Sinai bus crash


The Sinai bus crash was a bus accident in the Sinai Peninsula in August 2006 which left twelve Israeli tourists dead. The tourists, who were Israeli Arabs, were riding a chartered bus as part of a convoy of eight buses carrying Arab tourists. The bus overturned and landed upside down between Nuweiba and Taba. The survivors claimed the driver intentionally crashed the bus and the incident was a terrorist attack.

History

Israel sent 40 ambulances from Magen David Adom with emergency crews to assist the casualties, but Egyptian security forces at the Taba Border Crossing held them up, while Egyptian rescue forces only arrived after an hour, with European tourists helping to rescue the wounded. The Egyptians evacuated the passengers who sustained severe injuries to hospitals in Nuweiba and Sharm el-Sheikh, while those who sustained lighter injuries were taken to the Taba border terminal and received by Magen David Adom personnel at the scene. Egyptian authorities delayed the passage of victims who wanted to cross into Israel via Taba, and made it difficult for those being treated in Egyptian hospitals to transfer to Israel for treatment. The delay in medical attention is blamed for at least one death. Those hospitalized in Egypt also alleged poor treatment in Egyptian hospitals. Israeli Air Force helicopters later airlifted some of the victims being treated in Egypt to Israeli hospitals.
In the aftermath of the attack, the Eilat Police set up an emergency command post in the city, where some of the injured were evacuated to for treatment, a team from the Israeli Embassy in Cairo visited the site, and the Israeli Interior Ministry issued a temporary order allowing all Israelis in the Sinai to return to Israel even without a passport.
The Egyptian driver was convicted of negligence by an Egyptian court and sentenced to one year in prison. Egyptian authorities were accused of deliberately handing down a lenient sentence and treating the victims' families in a deplorable way. The mayor of the local council of Kafr Manda, where three of the dead came from, said Egypt treated them badly because they were Israeli citizens.
Based on evidence amassed since the crash, the survivors maintain that the attack was premeditated. They believe that the initial plan was to kill Jews, but that the terrorist cell decided not to abort the plan even when they discovered that the passengers were Arabs.
According to one of the survivors, a newlywed whose wife was killed in the crash, "The entire ride the driver was very nervous. The driver said to us: you got Jewish education, you are the trash of the Jews and that we are traitors. When we asked him to turn on the air conditioning, he refused, saying 'soon you will all be very cold'. After the bus overturned, he walked out, stepped into a car that was waiting for him, and disappeared."
The victims submitted compensation claims to Israel’s Terror Victim Fund on the basis of these charges, but they claimed that for political convenience, the two governments classified the tragedy as an accident, a ruling disputed legally.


> Your objective: Give back the data exactly, with no images.

[Source data]
━━━━━━━━━━

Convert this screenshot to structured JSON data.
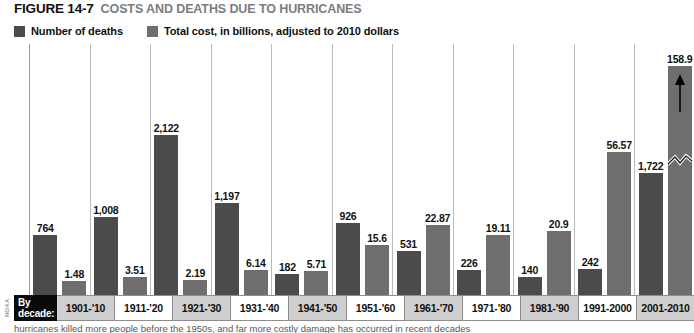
{
  "figure": {
    "number": "FIGURE 14-7",
    "title": "COSTS AND DEATHS DUE TO HURRICANES",
    "credit": "NOAA",
    "axis_label_line1": "By",
    "axis_label_line2": "decade:",
    "caption": "hurricanes killed more people before the 1950s, and far more costly damage has occurred in recent decades"
  },
  "legend": {
    "items": [
      {
        "label": "Number of deaths",
        "color": "#4b4b4b",
        "swatch_name": "deaths-swatch"
      },
      {
        "label": "Total cost, in billions, adjusted to 2010 dollars",
        "color": "#6e6e6e",
        "swatch_name": "cost-swatch"
      }
    ]
  },
  "chart_data": {
    "type": "bar",
    "title": "COSTS AND DEATHS DUE TO HURRICANES",
    "xlabel": "By decade:",
    "ylabel": "",
    "grid": false,
    "legend_position": "top-left",
    "categories": [
      "1901-'10",
      "1911-'20",
      "1921-'30",
      "1931-'40",
      "1941-'50",
      "1951-'60",
      "1961-'70",
      "1971-'80",
      "1981-'90",
      "1991-2000",
      "2001-2010"
    ],
    "series": [
      {
        "name": "Number of deaths",
        "color": "#4b4b4b",
        "values": [
          764,
          1008,
          2122,
          1197,
          182,
          926,
          531,
          226,
          140,
          242,
          1722
        ],
        "labels": [
          "764",
          "1,008",
          "2,122",
          "1,197",
          "182",
          "926",
          "531",
          "226",
          "140",
          "242",
          "1,722"
        ]
      },
      {
        "name": "Total cost, in billions, adjusted to 2010 dollars",
        "color": "#6e6e6e",
        "values": [
          1.48,
          3.51,
          2.19,
          6.14,
          5.71,
          15.6,
          22.87,
          19.11,
          20.9,
          56.57,
          158.9
        ],
        "labels": [
          "1.48",
          "3.51",
          "2.19",
          "6.14",
          "5.71",
          "15.6",
          "22.87",
          "19.11",
          "20.9",
          "56.57",
          "158.9"
        ],
        "truncated_index": 10,
        "truncated_note": "bar broken with zigzag and arrow to indicate off-scale value"
      }
    ],
    "annotations": [
      {
        "type": "axis-break",
        "on": "2001-2010 total cost bar",
        "symbol": "zigzag"
      },
      {
        "type": "arrow",
        "on": "2001-2010 total cost bar",
        "direction": "up"
      }
    ]
  },
  "bars": [
    {
      "decade": "1901-'10",
      "deaths": "764",
      "deaths_h": 60,
      "cost": "1.48",
      "cost_h": 14,
      "shaded": true,
      "truncated": false
    },
    {
      "decade": "1911-'20",
      "deaths": "1,008",
      "deaths_h": 78,
      "cost": "3.51",
      "cost_h": 18,
      "shaded": false,
      "truncated": false
    },
    {
      "decade": "1921-'30",
      "deaths": "2,122",
      "deaths_h": 160,
      "cost": "2.19",
      "cost_h": 15,
      "shaded": true,
      "truncated": false
    },
    {
      "decade": "1931-'40",
      "deaths": "1,197",
      "deaths_h": 92,
      "cost": "6.14",
      "cost_h": 25,
      "shaded": false,
      "truncated": false
    },
    {
      "decade": "1941-'50",
      "deaths": "182",
      "deaths_h": 21,
      "cost": "5.71",
      "cost_h": 24,
      "shaded": true,
      "truncated": false
    },
    {
      "decade": "1951-'60",
      "deaths": "926",
      "deaths_h": 72,
      "cost": "15.6",
      "cost_h": 50,
      "shaded": false,
      "truncated": false
    },
    {
      "decade": "1961-'70",
      "deaths": "531",
      "deaths_h": 44,
      "cost": "22.87",
      "cost_h": 70,
      "shaded": true,
      "truncated": false
    },
    {
      "decade": "1971-'80",
      "deaths": "226",
      "deaths_h": 25,
      "cost": "19.11",
      "cost_h": 60,
      "shaded": false,
      "truncated": false
    },
    {
      "decade": "1981-'90",
      "deaths": "140",
      "deaths_h": 18,
      "cost": "20.9",
      "cost_h": 64,
      "shaded": true,
      "truncated": false
    },
    {
      "decade": "1991-2000",
      "deaths": "242",
      "deaths_h": 26,
      "cost": "56.57",
      "cost_h": 143,
      "shaded": false,
      "truncated": false
    },
    {
      "decade": "2001-2010",
      "deaths": "1,722",
      "deaths_h": 122,
      "cost": "158.9",
      "cost_h": 229,
      "shaded": true,
      "truncated": true
    }
  ]
}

━━━━━━━━━━

> Output for this task:
Convert this screenshot to structured JSON data.
{
  "figure": {
    "number": "FIGURE 14-7",
    "title": "COSTS AND DEATHS DUE TO HURRICANES",
    "credit": "NOAA",
    "axis_label_line1": "By",
    "axis_label_line2": "decade:",
    "caption": "hurricanes killed more people before the 1950s, and far more costly damage has occurred in recent decades"
  },
  "legend": {
    "items": [
      {
        "label": "Number of deaths",
        "color": "#4b4b4b",
        "swatch_name": "deaths-swatch"
      },
      {
        "label": "Total cost, in billions, adjusted to 2010 dollars",
        "color": "#6e6e6e",
        "swatch_name": "cost-swatch"
      }
    ]
  },
  "chart_data": {
    "type": "bar",
    "title": "COSTS AND DEATHS DUE TO HURRICANES",
    "xlabel": "By decade:",
    "ylabel": "",
    "grid": false,
    "legend_position": "top-left",
    "categories": [
      "1901-'10",
      "1911-'20",
      "1921-'30",
      "1931-'40",
      "1941-'50",
      "1951-'60",
      "1961-'70",
      "1971-'80",
      "1981-'90",
      "1991-2000",
      "2001-2010"
    ],
    "series": [
      {
        "name": "Number of deaths",
        "color": "#4b4b4b",
        "values": [
          764,
          1008,
          2122,
          1197,
          182,
          926,
          531,
          226,
          140,
          242,
          1722
        ],
        "labels": [
          "764",
          "1,008",
          "2,122",
          "1,197",
          "182",
          "926",
          "531",
          "226",
          "140",
          "242",
          "1,722"
        ]
      },
      {
        "name": "Total cost, in billions, adjusted to 2010 dollars",
        "color": "#6e6e6e",
        "values": [
          1.48,
          3.51,
          2.19,
          6.14,
          5.71,
          15.6,
          22.87,
          19.11,
          20.9,
          56.57,
          158.9
        ],
        "labels": [
          "1.48",
          "3.51",
          "2.19",
          "6.14",
          "5.71",
          "15.6",
          "22.87",
          "19.11",
          "20.9",
          "56.57",
          "158.9"
        ],
        "truncated_index": 10,
        "truncated_note": "bar broken with zigzag and arrow to indicate off-scale value"
      }
    ],
    "annotations": [
      {
        "type": "axis-break",
        "on": "2001-2010 total cost bar",
        "symbol": "zigzag"
      },
      {
        "type": "arrow",
        "on": "2001-2010 total cost bar",
        "direction": "up"
      }
    ]
  },
  "bars": [
    {
      "decade": "1901-'10",
      "deaths": "764",
      "deaths_h": 60,
      "cost": "1.48",
      "cost_h": 14,
      "shaded": true,
      "truncated": false
    },
    {
      "decade": "1911-'20",
      "deaths": "1,008",
      "deaths_h": 78,
      "cost": "3.51",
      "cost_h": 18,
      "shaded": false,
      "truncated": false
    },
    {
      "decade": "1921-'30",
      "deaths": "2,122",
      "deaths_h": 160,
      "cost": "2.19",
      "cost_h": 15,
      "shaded": true,
      "truncated": false
    },
    {
      "decade": "1931-'40",
      "deaths": "1,197",
      "deaths_h": 92,
      "cost": "6.14",
      "cost_h": 25,
      "shaded": false,
      "truncated": false
    },
    {
      "decade": "1941-'50",
      "deaths": "182",
      "deaths_h": 21,
      "cost": "5.71",
      "cost_h": 24,
      "shaded": true,
      "truncated": false
    },
    {
      "decade": "1951-'60",
      "deaths": "926",
      "deaths_h": 72,
      "cost": "15.6",
      "cost_h": 50,
      "shaded": false,
      "truncated": false
    },
    {
      "decade": "1961-'70",
      "deaths": "531",
      "deaths_h": 44,
      "cost": "22.87",
      "cost_h": 70,
      "shaded": true,
      "truncated": false
    },
    {
      "decade": "1971-'80",
      "deaths": "226",
      "deaths_h": 25,
      "cost": "19.11",
      "cost_h": 60,
      "shaded": false,
      "truncated": false
    },
    {
      "decade": "1981-'90",
      "deaths": "140",
      "deaths_h": 18,
      "cost": "20.9",
      "cost_h": 64,
      "shaded": true,
      "truncated": false
    },
    {
      "decade": "1991-2000",
      "deaths": "242",
      "deaths_h": 26,
      "cost": "56.57",
      "cost_h": 143,
      "shaded": false,
      "truncated": false
    },
    {
      "decade": "2001-2010",
      "deaths": "1,722",
      "deaths_h": 122,
      "cost": "158.9",
      "cost_h": 229,
      "shaded": true,
      "truncated": true
    }
  ]
}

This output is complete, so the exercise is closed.